A lot of blogs that I read have been talking about how they run games and I've never hopped on a bandwagon before so I might as well give it a shot. 
I'm also going to try and hammer this out in one go because otherwise it'll stay a draft forever.

I play almost exclusively with my amazing friends and almost always over Discord using 5e. Even when we're all in the same city we find it too much of a hassle to plan something in person and it always seems like someone has something going on. 

Our sessions start in the evening, almost always at the same time, and end 2-3 hours in. In the past I was usually able to get a game in once a week or once every two weeks but my current campaign's pace has been around once a month (mostly because two of my players are also DM's and I play in their games) which is a little disappointing but I'm fine with it being on the backburner for now. Before we actually start there's always 15-30 minutes of unrelated conversation, and when we actually start someone usually comments that "our 15 minutes are up". 

I start with a summary of last session and then jump straight into it. For maps I've been using Magma which is basically multiplayer photoshop, this is something new I'm trying out (so far its been going well). Before I used no map and just described things in combat, but that got hard to track and I always needed to remind people of where everything was. I don't use any other bots or websites and I've been thinking about trying music but haven't looked into it yet. On my side I use only two websites: google docs (for all my notes), and fantasy-calendar.com (self explanatory). All my notes are spread out among many different documents but I usually have a doc for my notes/current events in the world, one with some random tables (but it's mostly just lists of ideas, not stuff I would really just roll on), one with all of my monsters in it, and one for whatever dungeon/quest they are on.
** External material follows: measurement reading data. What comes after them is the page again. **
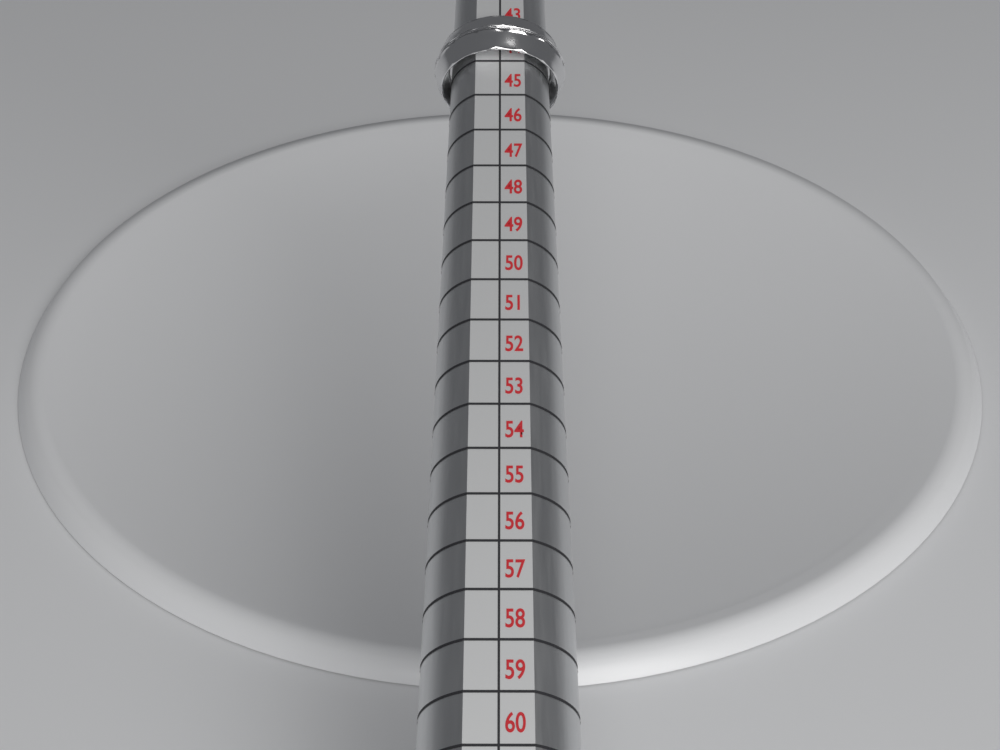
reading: 44 (no unit)
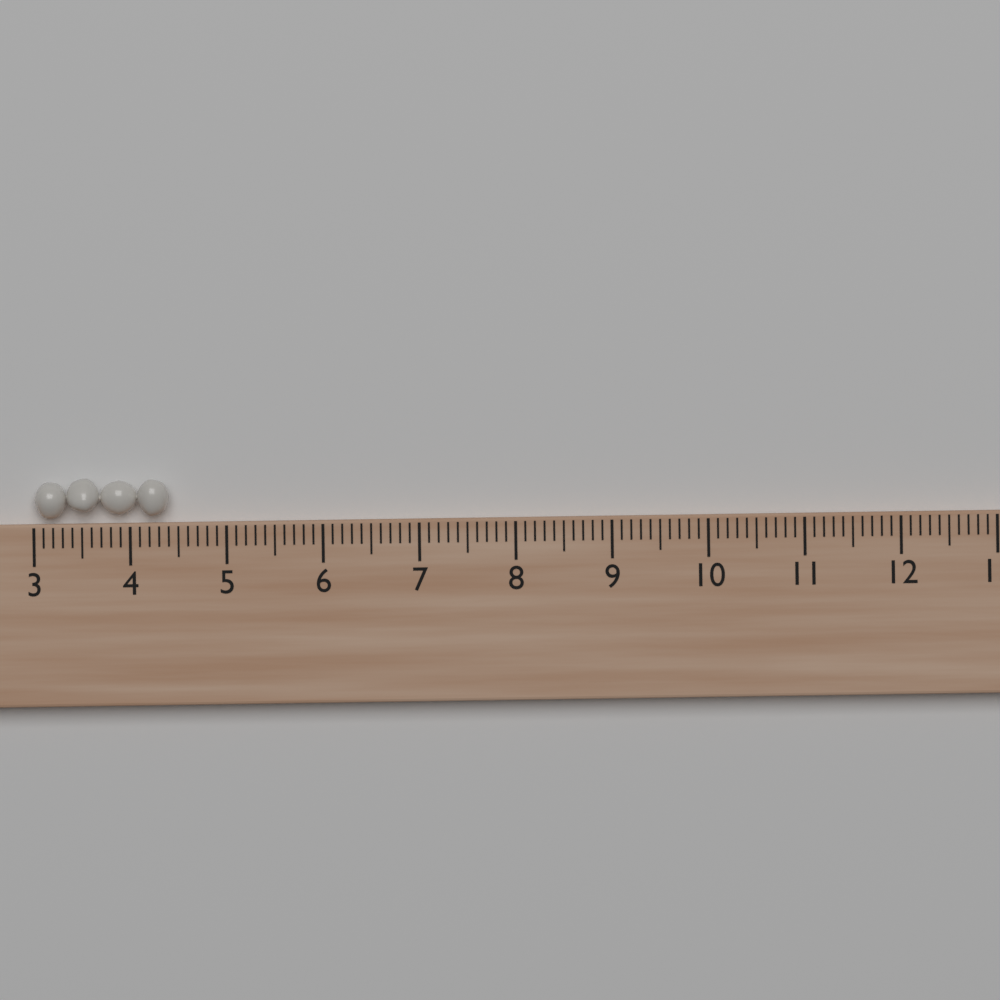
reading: 4.4 (no unit)
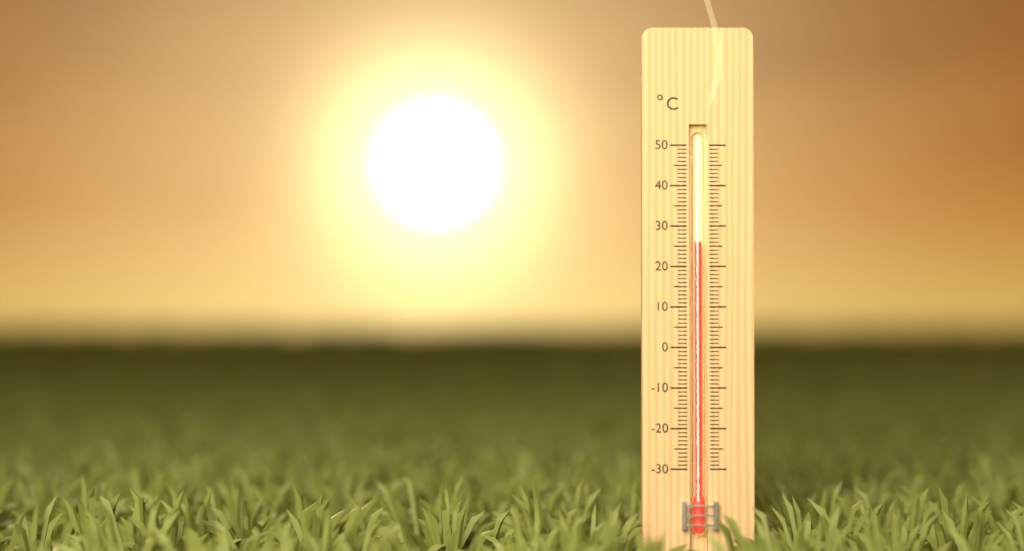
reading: 26 °C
A few days (or a week if I'm not feeling that enthusiastic) after the session I write down what happened in Discord as another way to remind people of what happened. 
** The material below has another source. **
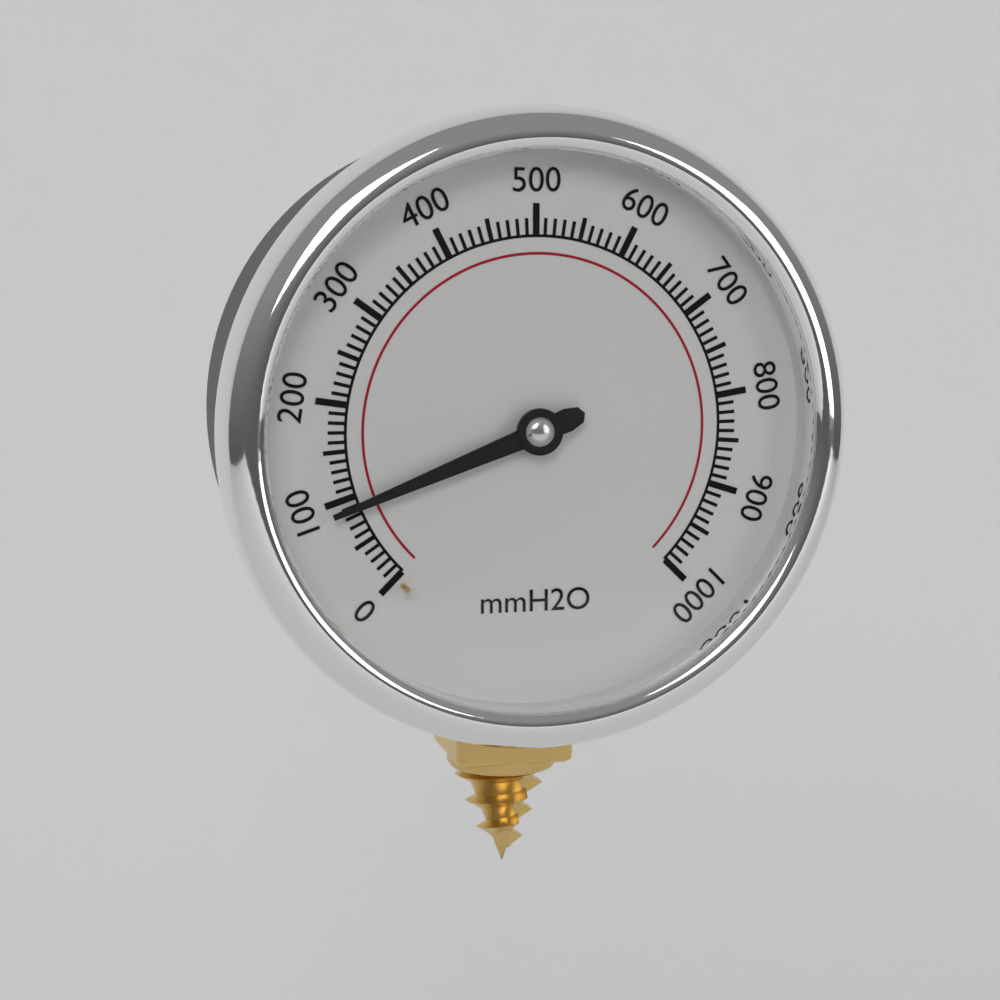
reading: 90 mmH2O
Between sessions my planning is quite sporadic and is motivated mostly by random inspiration and running out of things for my players to do. Usually I try to have the next 2-3 sessions planned in some form but this varies. I don't really plan things out beyond 5 sessions (too chaotic and too far away to really feel excited about it). I make almost everything myself, I find pre made adventures (especially anything WOTC makes) clash with how I want to run things, and even though I read a lot of blogs I find that I rarely take anything wholesale from them. I have an incessant need to tinker which usually means I'm adding and changing things up until it hits the table.

My campaigns tend to be long, usually a few years and over 50 sessions but I have considered doing shorter, more focused campaigns recently. When it comes to choosing a new campaign I list out around 4 ideas, explain them a little bit and have my players vote on which one they want to do. Since my campaigns are so long I've only done 3 of them (counting the one I am currently running) so I don't have any standard procedure for how I set up the campaign other than not prepping enough and prepping in the wrong areas but that should get better with time. 
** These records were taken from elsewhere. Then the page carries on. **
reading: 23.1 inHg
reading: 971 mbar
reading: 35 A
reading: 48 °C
My games lie between the more player/story focused style of 5e but also incorporates a lot of OSR ideas into it. In practice this looks mostly like 5e but with a bit more problem solving and less straightforward stories. Or maybe its OSR with a lot more drama? Its a bit of a mess but my friends like it and that's the important part. Characters have pretty big backstories and I use them to help shape the world (in my current campaign everyone's character is death themed which was not planned but ended up shifting the campaign in an interesting direction). There is usually no goal for the whole party to go after, instead everyone has there own goals which sometimes conflict with each other. We also use a lot of homebrew, most of it coming from one of my DM friends. 



If you're reading this you should also post about how you run your game. I'd love to read about it!